Game Development

Homemade Arcade Machine

One of my favorite projects from my time at WSC is definitely my homemade arcade machine I built. Combining a mini PC, microcontroller, coin acceptor, and various other components, I created a prototype arcade machine from scratch. It was designed with the ability to play custom-made Unity games and accept coins like a real arcade machine. To top it off, after I finished working on it, I donated it to my college's computer club ACM so they could continue to use it for cool and fun projects!

To this day, this project remains one of my favorite endeavors. It was a mix of an ACM project and a practicum project for one of my WSC classes where I could decide what I wanted to work on and was given complete freedom in how I went about it. At the time, ACM desired to build their own arcade machine, and I was searching for cool project ideas I’d like to work on. The homemade arcade machine fit those requirements perfectly.

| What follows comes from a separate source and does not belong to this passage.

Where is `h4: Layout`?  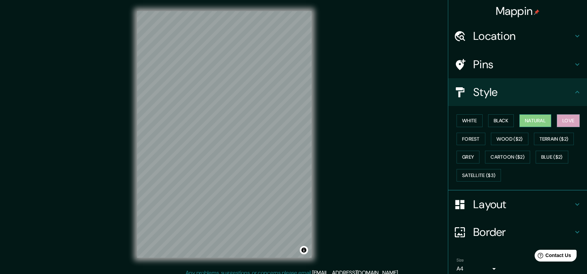
h4: Layout is located at coordinates (523, 205).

The reason this project is still by far one of my favorite projects is mostly due to the amount of planning and research that went into it. There was no online tutorial that I could simply follow to accomplish what I wanted. What I wanted was an arcade machine capable of accepting US currency and capable of running my own custom-made games from Unity.

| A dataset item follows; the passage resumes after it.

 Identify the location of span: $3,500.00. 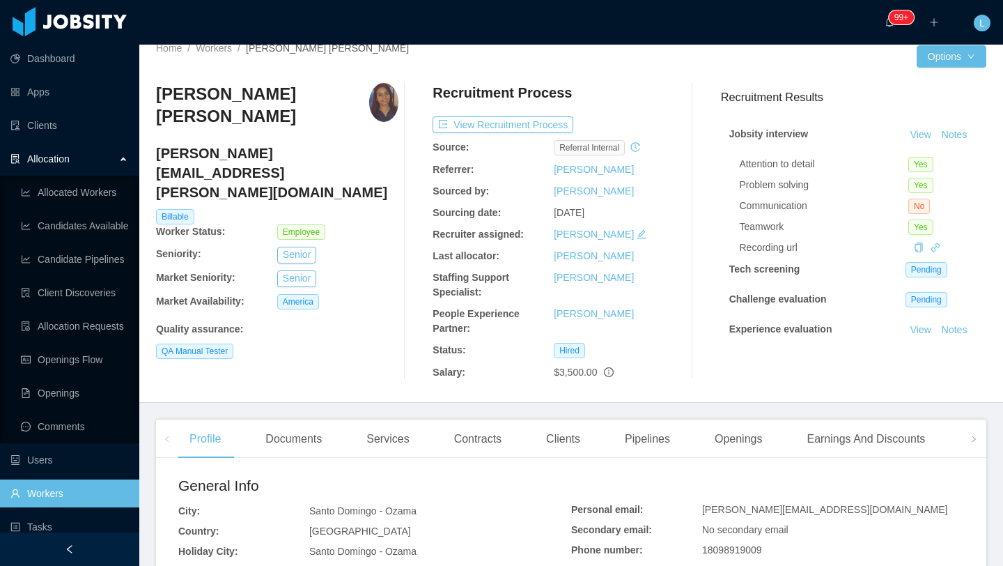
(575, 372).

In the end, I ended up with a used mini Alienware PC hooked up to a microcontroller and arcade controls. The coin acceptor is hooked up to the microcontroller that sends signals to the COM port of the PC whenever a coin is inserted. From there, as long as the Unity game/program is running, it will catch that communication and acknowledge the inserted coin by updating the total money in the machine.

There really isn’t much I would change about how I did this project. The only thing I would change is how long I worked on it. I completed this my senior year, and looking back, I really wish I had another year to develop and work on it. The only thing I managed to make for it at the time was a game called Flappy Blocks. The game was cool, but I really saw so much more potential with the machine at the time.